Storn smiled again. “Perhaps not,” he said, “but I don’t think I need to pretend loyalty to a man simply because he was a recipient of my aid. As it turns out, the chance of Minister Robin’s death has simplified the next stage of events.”
“Go on, please,” said Daniel, trying to smooth the frown from his forehead.
“Minister Robin was an able and strong-willed man,” Storn said. “President Menandros is neither of those things. Admiral Paul will shortly take the squadron to Peltry. I’m confident that the President will realize immediately that the Tarbell Stars will be better off as an Alliance protectorate than they were in their previous fractious independence.”
Daniel said nothing for a moment.
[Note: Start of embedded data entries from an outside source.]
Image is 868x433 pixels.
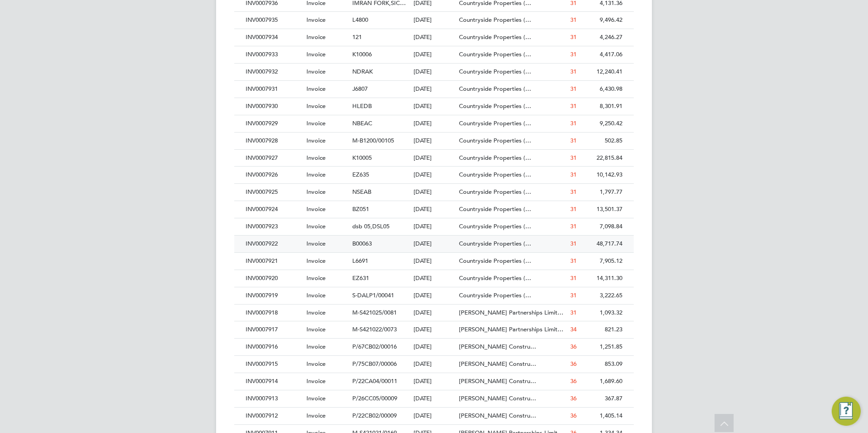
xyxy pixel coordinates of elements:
[411,12,457,29] div: [DATE]
[411,166,457,184] div: [DATE]
[579,201,625,218] div: 13,501.37
[459,274,531,282] span: Countryside Properties (…
[307,154,326,162] span: Invoice
[570,378,576,385] span: 36
[352,257,368,265] span: L6691
[243,339,304,356] div: INV0007916
[307,223,326,230] span: Invoice
[352,291,394,299] span: S-DALP1/00041
[243,356,304,373] div: INV0007915
[459,171,531,179] span: Countryside Properties (…
[570,136,576,144] span: 31
[411,305,457,321] div: [DATE]
[352,171,369,179] span: EZ635
[579,305,625,321] div: 1,093.32
[570,188,576,196] span: 31
[307,119,326,127] span: Invoice
[579,115,625,132] div: 9,250.42
[570,240,576,247] span: 31
[352,136,394,144] span: M-B1200/00105
[243,270,304,287] div: INV0007920
[307,205,326,213] span: Invoice
[411,184,457,201] div: [DATE]
[459,326,563,334] span: [PERSON_NAME] Partnerships Limit…
[243,81,304,98] div: INV0007931
[307,291,326,299] span: Invoice
[579,270,625,287] div: 14,311.30
[459,360,536,368] span: [PERSON_NAME] Constru…
[243,12,304,29] div: INV0007935
[243,29,304,46] div: INV0007934
[352,16,368,24] span: L4800
[307,102,326,110] span: Invoice
[570,395,576,402] span: 36
[459,154,531,162] span: Countryside Properties (…
[570,274,576,282] span: 31
[352,326,396,334] span: M-S421022/0073
[307,360,326,368] span: Invoice
[243,201,304,218] div: INV0007924
[411,98,457,115] div: [DATE]
[352,68,373,75] span: NDRAK
[459,188,531,196] span: Countryside Properties (…
[570,171,576,179] span: 31
[459,412,536,420] span: [PERSON_NAME] Constru…
[459,395,536,402] span: [PERSON_NAME] Constru…
[243,305,304,321] div: INV0007918
[411,390,457,407] div: [DATE]
[570,412,576,420] span: 36
[579,64,625,80] div: 12,240.41
[411,150,457,166] div: [DATE]
[459,119,531,127] span: Countryside Properties (…
[352,85,368,92] span: J6807
[570,68,576,75] span: 31
[459,309,563,316] span: [PERSON_NAME] Partnerships Limit…
[570,205,576,213] span: 31
[411,356,457,373] div: [DATE]
[411,219,457,235] div: [DATE]
[411,339,457,356] div: [DATE]
[307,274,326,282] span: Invoice
[579,390,625,407] div: 367.87
[307,240,326,247] span: Invoice
[352,223,389,230] span: dsb 05,DSL05
[570,33,576,41] span: 31
[570,257,576,265] span: 31
[307,50,326,58] span: Invoice
[459,378,536,385] span: [PERSON_NAME] Constru…
[243,98,304,115] div: INV0007930
[459,16,531,24] span: Countryside Properties (…
[570,16,576,24] span: 31
[579,150,625,166] div: 22,815.84
[459,205,531,213] span: Countryside Properties (…
[579,47,625,63] div: 4,417.06
[243,166,304,184] div: INV0007926
[243,288,304,304] div: INV0007919
[459,257,531,265] span: Countryside Properties (…
[352,309,396,316] span: M-S421025/0081
[352,102,372,110] span: HLEDB
[579,29,625,46] div: 4,246.27
[352,412,396,420] span: P/22CB02/00009
[832,397,860,426] button: Engage Resource Center
[307,188,326,196] span: Invoice
[243,47,304,63] div: INV0007933
[307,16,326,24] span: Invoice
[411,29,457,46] div: [DATE]
[307,136,326,144] span: Invoice
[243,390,304,407] div: INV0007913
[411,270,457,287] div: [DATE]
[411,64,457,80] div: [DATE]
[579,133,625,149] div: 502.85
[570,343,576,351] span: 36
[243,408,304,425] div: INV0007912
[307,33,326,41] span: Invoice
[352,205,369,213] span: BZ051
[411,321,457,339] div: [DATE]
[307,395,326,402] span: Invoice
[570,291,576,299] span: 31
[579,98,625,115] div: 8,301.91
[570,119,576,127] span: 31
[307,309,326,316] span: Invoice
[411,373,457,390] div: [DATE]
Storn’s level gaze met his with neither concern nor challenge.
“My understanding…” Daniel said slowly, “was that under the terms of the Treaty of Amiens, neither Cinnabar nor the Alliance of Free Stars would expand its possessions. Their empires, that is.”
Storn is telling me this. He came to me to tell me this. That means the situation can’t be what I think it is.
But what in hell is it?
“The matter has been the subject of discussion at high levels,” Storn said evenly. “I’m sure that you will be informed of your government’s position by the proper authorities, but since you were in the Tarbell Stars at my request I thought I should personally alert you to the situation.”
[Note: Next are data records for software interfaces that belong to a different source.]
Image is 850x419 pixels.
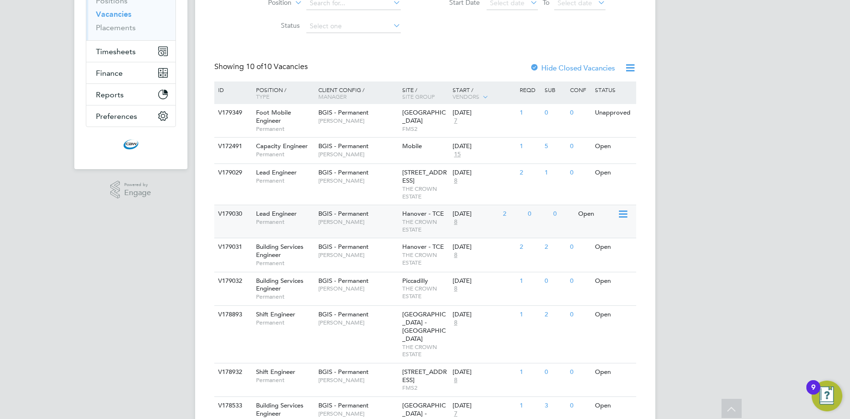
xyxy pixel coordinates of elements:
span: BGIS - Permanent [318,210,369,218]
div: 1 [517,397,542,415]
a: Powered byEngage [110,181,151,199]
button: Preferences [86,105,176,127]
span: Piccadilly [402,277,428,285]
span: 10 of [246,62,263,71]
span: THE CROWN ESTATE [402,343,448,358]
div: 1 [517,306,542,324]
span: Manager [318,93,347,100]
span: [PERSON_NAME] [318,251,398,259]
span: [PERSON_NAME] [318,117,398,125]
div: 2 [517,164,542,182]
div: ID [216,82,249,98]
div: 1 [542,164,567,182]
div: Position / [249,82,316,105]
div: Open [593,306,634,324]
span: Vendors [453,93,480,100]
span: 8 [453,251,459,259]
div: Status [593,82,634,98]
span: Type [256,93,270,100]
div: 0 [568,272,593,290]
div: 0 [568,138,593,155]
div: 0 [551,205,576,223]
div: Open [593,363,634,381]
div: V179029 [216,164,249,182]
span: Permanent [256,177,314,185]
div: 0 [542,272,567,290]
span: Mobile [402,142,422,150]
span: BGIS - Permanent [318,168,369,176]
span: BGIS - Permanent [318,142,369,150]
span: Permanent [256,319,314,327]
div: 2 [501,205,526,223]
div: 0 [526,205,551,223]
div: Open [593,164,634,182]
span: 10 Vacancies [246,62,308,71]
span: Site Group [402,93,435,100]
span: Powered by [124,181,151,189]
div: 0 [542,104,567,122]
span: THE CROWN ESTATE [402,285,448,300]
div: [DATE] [453,169,515,177]
div: 0 [542,363,567,381]
span: [PERSON_NAME] [318,177,398,185]
div: V178893 [216,306,249,324]
button: Timesheets [86,41,176,62]
span: FMS2 [402,125,448,133]
span: Building Services Engineer [256,243,304,259]
div: 3 [542,397,567,415]
span: Shift Engineer [256,310,295,318]
span: 8 [453,285,459,293]
span: 15 [453,151,462,159]
span: Foot Mobile Engineer [256,108,291,125]
div: V178533 [216,397,249,415]
div: 0 [568,306,593,324]
span: Timesheets [96,47,136,56]
span: BGIS - Permanent [318,108,369,117]
div: 1 [517,363,542,381]
div: Client Config / [316,82,400,105]
div: V179032 [216,272,249,290]
span: [GEOGRAPHIC_DATA] - [GEOGRAPHIC_DATA] [402,310,446,343]
div: Unapproved [593,104,634,122]
div: [DATE] [453,368,515,376]
div: Open [593,397,634,415]
span: Permanent [256,293,314,301]
span: Lead Engineer [256,168,297,176]
a: Go to home page [86,137,176,152]
span: BGIS - Permanent [318,310,369,318]
span: Lead Engineer [256,210,297,218]
span: 8 [453,218,459,226]
span: Permanent [256,125,314,133]
div: 2 [517,238,542,256]
span: BGIS - Permanent [318,243,369,251]
div: 0 [568,164,593,182]
span: Permanent [256,218,314,226]
div: [DATE] [453,210,498,218]
div: [DATE] [453,311,515,319]
div: Open [576,205,618,223]
div: [DATE] [453,142,515,151]
span: Finance [96,69,123,78]
span: [PERSON_NAME] [318,285,398,293]
div: Showing [214,62,310,72]
span: Engage [124,189,151,197]
input: Select one [306,20,401,33]
span: BGIS - Permanent [318,368,369,376]
div: [DATE] [453,277,515,285]
span: [PERSON_NAME] [318,410,398,418]
div: 0 [568,104,593,122]
button: Finance [86,62,176,83]
div: 0 [568,363,593,381]
span: [PERSON_NAME] [318,376,398,384]
div: 1 [517,272,542,290]
label: Hide Closed Vacancies [530,63,615,72]
div: 1 [517,104,542,122]
div: Sub [542,82,567,98]
div: 2 [542,306,567,324]
span: 8 [453,177,459,185]
span: Preferences [96,112,137,121]
div: V178932 [216,363,249,381]
div: Open [593,272,634,290]
div: V179030 [216,205,249,223]
div: [DATE] [453,402,515,410]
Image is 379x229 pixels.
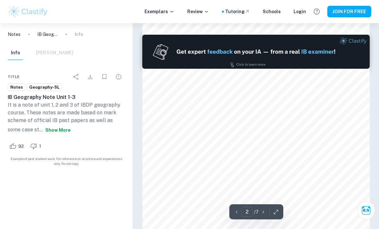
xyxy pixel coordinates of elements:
span: 1 [36,143,45,150]
p: Exemplars [145,8,174,15]
p: IB Geography Note Unit 1-3 [37,31,58,38]
span: 92 [15,143,27,150]
a: Geography-SL [27,83,62,91]
div: Like [8,141,27,151]
button: JOIN FOR FREE [327,6,371,17]
span: Example of past student work. For reference on structure and expectations only. Do not copy. [8,156,125,166]
button: Ask Clai [357,201,375,219]
p: It is a note of unit 1, 2 and 3 of IBDP geography course. These notes are made based on mark sche... [8,101,125,136]
span: Notes [8,84,25,91]
p: Info [75,31,83,38]
div: Dislike [29,141,45,151]
img: Clastify logo [8,5,48,18]
span: Title [8,74,20,80]
p: / 7 [254,208,259,216]
button: Info [8,46,23,60]
img: Ad [142,35,370,69]
p: Review [187,8,209,15]
button: Help and Feedback [311,6,322,17]
button: Show more [43,124,73,136]
div: Download [84,70,97,83]
a: Notes [8,31,21,38]
div: Bookmark [98,70,111,83]
div: Share [70,70,83,83]
h6: IB Geography Note Unit 1-3 [8,93,125,101]
span: Geography-SL [27,84,62,91]
div: Report issue [112,70,125,83]
a: Notes [8,83,25,91]
a: Login [294,8,306,15]
a: Tutoring [225,8,250,15]
a: Schools [263,8,281,15]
In other words, this is above your pay grade…which is true.
Daniel took a deep breath. He said aloud, “I appreciate your candor, General. I will await further information through my chain of command.”
He grinned at Storn. It had taken a great deal of personal courage for the general to face him this way. Courage was a common virtue in the RCN; you could be as thick as two short planks and be promoted to admiral, but cowards were very rare. Daniel still valued a brave man more than he did a clever one.